Amahrix, My username has simple in it for a reason. The trade was not luck man. Now stop goofing around man and playing monkey ass around. There is trade right there carefully planned and executed. So what if the trade was luck or fooled by random noise? Who cares, just the make the money man and moved on with it
I want to expand on a point I made earlier in regards to the turkey scenario. Imagine you were able to bet daily with even odds whether or not a turkey was going to be butchered. You bet daily that it won't be butchered because that's the most likely outcome. You start with $100, and you bet 2% of your capital daily. With compounding, you would be up over $39 billion by the end of the 1000 days. You would have a small draw down once the turkey was finally butchered, but you would still be extremely wealthy because you used prudent risk management. I don't think that anyone will argue the fact that people that puts themselves at risk of ruin are hoping for luck and living off of borrowed time. Eventually they'll blow up whenever they encounter a black swan event. But proper risk management can keep this from happening regardless of whether or not you're a day trader, swing trader, or long term investor.
Assuming you have a statistical expectation of zero or negative (usually it’s negative), or assuming your carrying the risk of ruin... your expected value is not positive, therefore, on your path to guaranteed financial ruin (via law of large numbers) if you pick up some profits, don’t consider yourself “skilled”, consider yourself lucky, because Mr. Market is going to call that loan back with interest & penalties when you realize you’ve hit a dead end. This is why I’m screaming in this forum. People are headed to financial ruin, they pick up profits, they credit their skills and tools foolishly, then hit ruin. Those profits they experienced... pure chance. Edit: So, answer me now, are you a gambler or a trader? Makes sense?!
A lot of you believe your traders when really you’re gamblers. Some more sophisticated than others, but nevertheless, gamblers.
LMAO. You truly don’t understand actual trading. I GAIN clients because of the fact that for most mere mortals flat price day trading is so risky and unreliable. If you knew anything about actual trading you’d understand that as a spread trader I’m ALWAYS HEDGED. On a currency adjusted volatility basis. Five Year Notes don’t fall of a cliff for twenty points while Ten Year Notes sit unchanged.
It need not be a black swan event, it can simply be a strategy that carries a negative statistical expectation. Law of large numbers kicks in and they begin experiencing losses. The luck from law of small numbers goes away and the real mathematical properties of the strategy begins to emerge and then they realize... it ain’t good after all.
“Want to be a Proprietary Futures/Swaps Trader without risking your own personal capital?” The first thing you have clients do is paper trade, which teaches them NOTHING. One must be under threat to adapt to the environment. “Nassim Taleb shares an example that comes from his friend and trading partner, Mark Spitznagel. "A martial version of the ludic fallacy: organized competitive fighting trains the athlete to focus on the game and, in order not to dissipate his concentration, to ignore the possibility of what is not specifically allowed by the rules, such as kicks to the groin, a surprise knife, et cetera. So those who win gold medal might be precisely those who will be most vulnerable in real life."[2]” In my opinion, you sell garbage, give traders false confidence, and collect $$ to gamble(hopefully trade) yourself. I don’t know enough about your personal strategy to comment further. I hope I’m wrong, nevertheless, I’m excited for your response.
I made my first 10K in real trading doing what he does, but in a real round-about white-trash way, back in Jan to March 2017. Was trading intra-market calendar spreads to mitigate overnight margins. And I didn't even know he existed. Hell, I think that was before I was on this forum. What bone does is keen. You should heed his spread strats. It is risk mitigation at it's finest.
Heuristic: If someone truly has an edge, said individual would never disclose such edge to anyone else as this would nullify such edge. The last thing a trader would do is disclose it, let alone to a forum. This is why Dalio, Simons, et al have black boxes, not see through boxes. Medallion will lose all its edge if someone sees through. This ain’t a charity. This is Wall St. You see???? This is a market. Buy low, sell high. You don’t tell others what’s cheap as a trader, they’ll begin buying, others take notice, edge goes away. Someone in possession of a true statistically positive trading strategy with no risk of run, would keep his mouth shut. Useful heuristic to filter BS-vendors.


INSTRUCTIONS FOR THE TASK: When you repeat the entries below, please keep them exact and leave out the pictures.

Saved entries

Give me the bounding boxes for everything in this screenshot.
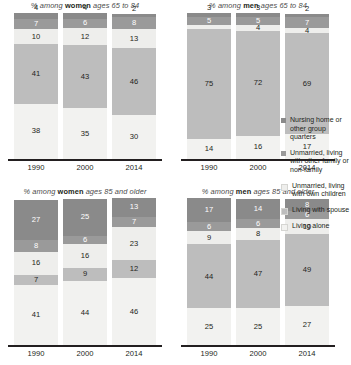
segment-value: 49 — [303, 266, 311, 274]
segment-value: 16 — [32, 259, 40, 267]
bar-column: 17694425 — [187, 199, 231, 345]
year-label: 2000 — [236, 349, 280, 358]
year-label: 2014 — [112, 349, 156, 358]
stacked-bar: 7104138 — [14, 13, 58, 159]
segment-value: 5 — [256, 17, 260, 24]
bar-segment-own-children: 10 — [14, 29, 58, 44]
bar-segment-alone: 27 — [285, 306, 329, 345]
year-label: 2000 — [236, 163, 280, 172]
bar-segment-own-children: 16 — [14, 252, 58, 275]
bar-segment-spouse: 9 — [63, 268, 107, 281]
bar-segment-own-children: 16 — [63, 244, 107, 267]
segment-value: 6 — [207, 223, 211, 231]
bar-segment-other-family: 6 — [63, 19, 107, 28]
bar-segment-nursing-home: 25 — [63, 199, 107, 236]
year-label: 1990 — [14, 349, 58, 358]
bar-segment-own-children: 23 — [112, 227, 156, 261]
bar-segment-other-family: 8 — [112, 17, 156, 29]
segment-value: 6 — [83, 236, 87, 244]
bar-segment-own-children: 12 — [63, 28, 107, 46]
legend-label: Unmarried, living with other family or n… — [290, 149, 351, 175]
segment-value: 13 — [130, 203, 138, 211]
stacked-bar: 547216 — [236, 13, 280, 159]
segment-value: 23 — [130, 240, 138, 248]
bar-segment-nursing-home: 17 — [187, 198, 231, 223]
bar-segment-alone: 25 — [236, 308, 280, 345]
chart-legend: Nursing home or other group quartersUnma… — [281, 116, 351, 238]
bar-top-value-label: 3 — [236, 3, 280, 12]
bar-segment-alone: 25 — [187, 308, 231, 345]
segment-value: 16 — [254, 143, 262, 151]
year-label: 2000 — [63, 349, 107, 358]
bar-column: 71041384 — [14, 13, 58, 159]
segment-value: 43 — [81, 73, 89, 81]
bar-segment-alone: 38 — [14, 104, 58, 159]
bar-segment-nursing-home: 13 — [112, 198, 156, 217]
bar-column: 61243354 — [63, 13, 107, 159]
panel-title-suffix: ages 85 and older — [84, 187, 147, 196]
legend-item: Unmarried, living with other family or n… — [281, 149, 351, 175]
bar-segment-other-family: 6 — [236, 219, 280, 228]
bar-segment-nursing-home: 14 — [236, 199, 280, 219]
bar-segment-nursing-home: 27 — [14, 200, 58, 239]
segment-value: 41 — [32, 70, 40, 78]
year-labels: 1990 2000 2014 — [0, 163, 170, 175]
segment-value: 10 — [32, 33, 40, 41]
panel-women-85-plus: % among women ages 85 and older 27816741… — [0, 186, 170, 365]
legend-swatch-icon — [281, 224, 288, 231]
bar-segment-spouse: 46 — [112, 48, 156, 115]
bar-top-value-label: 4 — [63, 3, 107, 12]
segment-value: 27 — [32, 216, 40, 224]
segment-value: 14 — [254, 205, 262, 213]
bar-segment-other-family: 6 — [63, 236, 107, 245]
bar-segment-alone: 41 — [14, 285, 58, 345]
segment-value: 12 — [81, 33, 89, 41]
year-labels: 1990 2000 2014 — [0, 349, 170, 361]
bar-segment-other-family: 5 — [236, 17, 280, 24]
legend-label: Living alone — [292, 222, 329, 231]
year-labels: 1990 2000 2014 — [173, 349, 343, 361]
segment-value: 30 — [130, 133, 138, 141]
panel-title: % among women ages 85 and older — [0, 187, 170, 196]
bar-segment-spouse: 41 — [14, 44, 58, 104]
segment-value: 69 — [303, 80, 311, 88]
bar-segment-other-family: 8 — [14, 240, 58, 252]
bar-column: 81346302 — [112, 13, 156, 159]
legend-swatch-icon — [281, 118, 286, 123]
stacked-bar: 137231246 — [112, 198, 156, 345]
bar-segment-spouse: 12 — [112, 260, 156, 278]
stacked-bar: 27816741 — [14, 200, 58, 345]
stacked-bar: 14684725 — [236, 199, 280, 345]
legend-item: Living alone — [281, 222, 351, 231]
bar-column: 27816741 — [14, 199, 58, 345]
year-label: 1990 — [187, 349, 231, 358]
segment-value: 47 — [254, 270, 262, 278]
bar-segment-other-family: 7 — [285, 17, 329, 27]
bar-segment-alone: 46 — [112, 278, 156, 345]
year-label: 2014 — [285, 349, 329, 358]
bar-segment-alone: 44 — [63, 281, 107, 345]
bar-segment-own-children: 9 — [187, 231, 231, 244]
bar-segment-own-children: 13 — [112, 29, 156, 48]
legend-swatch-icon — [281, 151, 286, 156]
bar-column: 25616944 — [63, 199, 107, 345]
segment-value: 41 — [32, 311, 40, 319]
panel-title-prefix: % among — [23, 187, 57, 196]
chart-figure: % among women ages 65 to 84 710413846124… — [0, 0, 351, 365]
bar-segment-alone: 30 — [112, 115, 156, 159]
segment-value: 27 — [303, 321, 311, 329]
segment-value: 46 — [130, 308, 138, 316]
segment-value: 8 — [132, 19, 136, 27]
bar-segment-alone: 14 — [187, 139, 231, 159]
bar-segment-other-family: 7 — [112, 217, 156, 227]
year-label: 2014 — [112, 163, 156, 172]
segment-value: 46 — [130, 78, 138, 86]
stacked-bar: 57514 — [187, 13, 231, 159]
bar-column: 5472163 — [236, 13, 280, 159]
panel-title-prefix: % among — [202, 187, 236, 196]
stacked-bar: 8134630 — [112, 14, 156, 159]
bar-segment-spouse: 72 — [236, 31, 280, 136]
panel-title-group: men — [236, 187, 252, 196]
segment-value: 9 — [207, 234, 211, 242]
year-label: 2000 — [63, 163, 107, 172]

TASK SOLUTION:
Give me the bounding boxes for everything in this screenshot.
segment-value: 49 — [303, 266, 311, 274]
segment-value: 16 — [32, 259, 40, 267]
bar-column: 17694425 — [187, 199, 231, 345]
year-label: 2000 — [236, 349, 280, 358]
year-label: 2014 — [112, 349, 156, 358]
stacked-bar: 7104138 — [14, 13, 58, 159]
segment-value: 5 — [256, 17, 260, 24]
bar-segment-own-children: 10 — [14, 29, 58, 44]
bar-segment-alone: 27 — [285, 306, 329, 345]
year-label: 2000 — [236, 163, 280, 172]
bar-segment-own-children: 16 — [14, 252, 58, 275]
bar-segment-spouse: 9 — [63, 268, 107, 281]
bar-segment-own-children: 16 — [63, 244, 107, 267]
segment-value: 6 — [207, 223, 211, 231]
bar-segment-other-family: 6 — [63, 19, 107, 28]
bar-segment-nursing-home: 25 — [63, 199, 107, 236]
year-label: 1990 — [14, 349, 58, 358]
bar-segment-own-children: 23 — [112, 227, 156, 261]
bar-segment-other-family: 8 — [112, 17, 156, 29]
segment-value: 6 — [83, 236, 87, 244]
bar-segment-own-children: 12 — [63, 28, 107, 46]
legend-label: Unmarried, living with other family or n… — [290, 149, 351, 175]
segment-value: 13 — [130, 203, 138, 211]
stacked-bar: 547216 — [236, 13, 280, 159]
segment-value: 23 — [130, 240, 138, 248]
bar-segment-nursing-home: 17 — [187, 198, 231, 223]
bar-segment-alone: 25 — [236, 308, 280, 345]
chart-legend: Nursing home or other group quartersUnma… — [281, 116, 351, 238]
bar-top-value-label: 3 — [236, 3, 280, 12]
bar-segment-alone: 25 — [187, 308, 231, 345]
segment-value: 16 — [254, 143, 262, 151]
year-label: 2000 — [63, 349, 107, 358]
bar-column: 71041384 — [14, 13, 58, 159]
segment-value: 43 — [81, 73, 89, 81]
bar-segment-alone: 38 — [14, 104, 58, 159]
bar-segment-nursing-home: 13 — [112, 198, 156, 217]
bar-column: 61243354 — [63, 13, 107, 159]
panel-title-suffix: ages 85 and older — [84, 187, 147, 196]
legend-item: Unmarried, living with other family or n… — [281, 149, 351, 175]
bar-segment-other-family: 6 — [236, 219, 280, 228]
bar-segment-nursing-home: 14 — [236, 199, 280, 219]
bar-segment-nursing-home: 27 — [14, 200, 58, 239]
segment-value: 41 — [32, 70, 40, 78]
year-labels: 1990 2000 2014 — [0, 163, 170, 175]
segment-value: 10 — [32, 33, 40, 41]
panel-women-85-plus: % among women ages 85 and older 27816741… — [0, 186, 170, 365]
legend-swatch-icon — [281, 224, 288, 231]
bar-segment-spouse: 46 — [112, 48, 156, 115]
bar-top-value-label: 4 — [63, 3, 107, 12]
segment-value: 27 — [32, 216, 40, 224]
segment-value: 14 — [254, 205, 262, 213]
bar-segment-other-family: 6 — [63, 236, 107, 245]
bar-segment-alone: 41 — [14, 285, 58, 345]
segment-value: 12 — [81, 33, 89, 41]
year-labels: 1990 2000 2014 — [0, 349, 170, 361]
bar-segment-other-family: 5 — [236, 17, 280, 24]
legend-label: Living alone — [292, 222, 329, 231]
year-labels: 1990 2000 2014 — [173, 349, 343, 361]
segment-value: 30 — [130, 133, 138, 141]
panel-title: % among women ages 85 and older — [0, 187, 170, 196]
bar-segment-spouse: 41 — [14, 44, 58, 104]
segment-value: 69 — [303, 80, 311, 88]
bar-segment-other-family: 8 — [14, 240, 58, 252]
bar-column: 81346302 — [112, 13, 156, 159]
legend-swatch-icon — [281, 118, 286, 123]
stacked-bar: 137231246 — [112, 198, 156, 345]
bar-segment-spouse: 12 — [112, 260, 156, 278]
stacked-bar: 27816741 — [14, 200, 58, 345]
stacked-bar: 14684725 — [236, 199, 280, 345]
legend-item: Living alone — [281, 222, 351, 231]
bar-column: 27816741 — [14, 199, 58, 345]
year-label: 1990 — [187, 349, 231, 358]
segment-value: 47 — [254, 270, 262, 278]
bar-segment-other-family: 7 — [285, 17, 329, 27]
bar-segment-alone: 46 — [112, 278, 156, 345]
year-label: 2014 — [285, 349, 329, 358]
bar-segment-alone: 44 — [63, 281, 107, 345]
bar-segment-own-children: 9 — [187, 231, 231, 244]
bar-segment-own-children: 13 — [112, 29, 156, 48]
legend-swatch-icon — [281, 151, 286, 156]
bar-column: 25616944 — [63, 199, 107, 345]
segment-value: 41 — [32, 311, 40, 319]
panel-title-prefix: % among — [23, 187, 57, 196]
chart-figure: % among women ages 65 to 84 710413846124… — [0, 0, 351, 365]
bar-segment-alone: 30 — [112, 115, 156, 159]
segment-value: 27 — [303, 321, 311, 329]
segment-value: 46 — [130, 308, 138, 316]
segment-value: 8 — [132, 19, 136, 27]
bar-segment-alone: 14 — [187, 139, 231, 159]
bar-segment-other-family: 7 — [112, 217, 156, 227]
year-label: 2014 — [112, 163, 156, 172]
segment-value: 46 — [130, 78, 138, 86]
stacked-bar: 57514 — [187, 13, 231, 159]
bar-column: 5472163 — [236, 13, 280, 159]
panel-title-prefix: % among — [202, 187, 236, 196]
stacked-bar: 8134630 — [112, 14, 156, 159]
bar-segment-spouse: 72 — [236, 31, 280, 136]
panel-title-group: men — [236, 187, 252, 196]
segment-value: 9 — [207, 234, 211, 242]
year-label: 2000 — [63, 163, 107, 172]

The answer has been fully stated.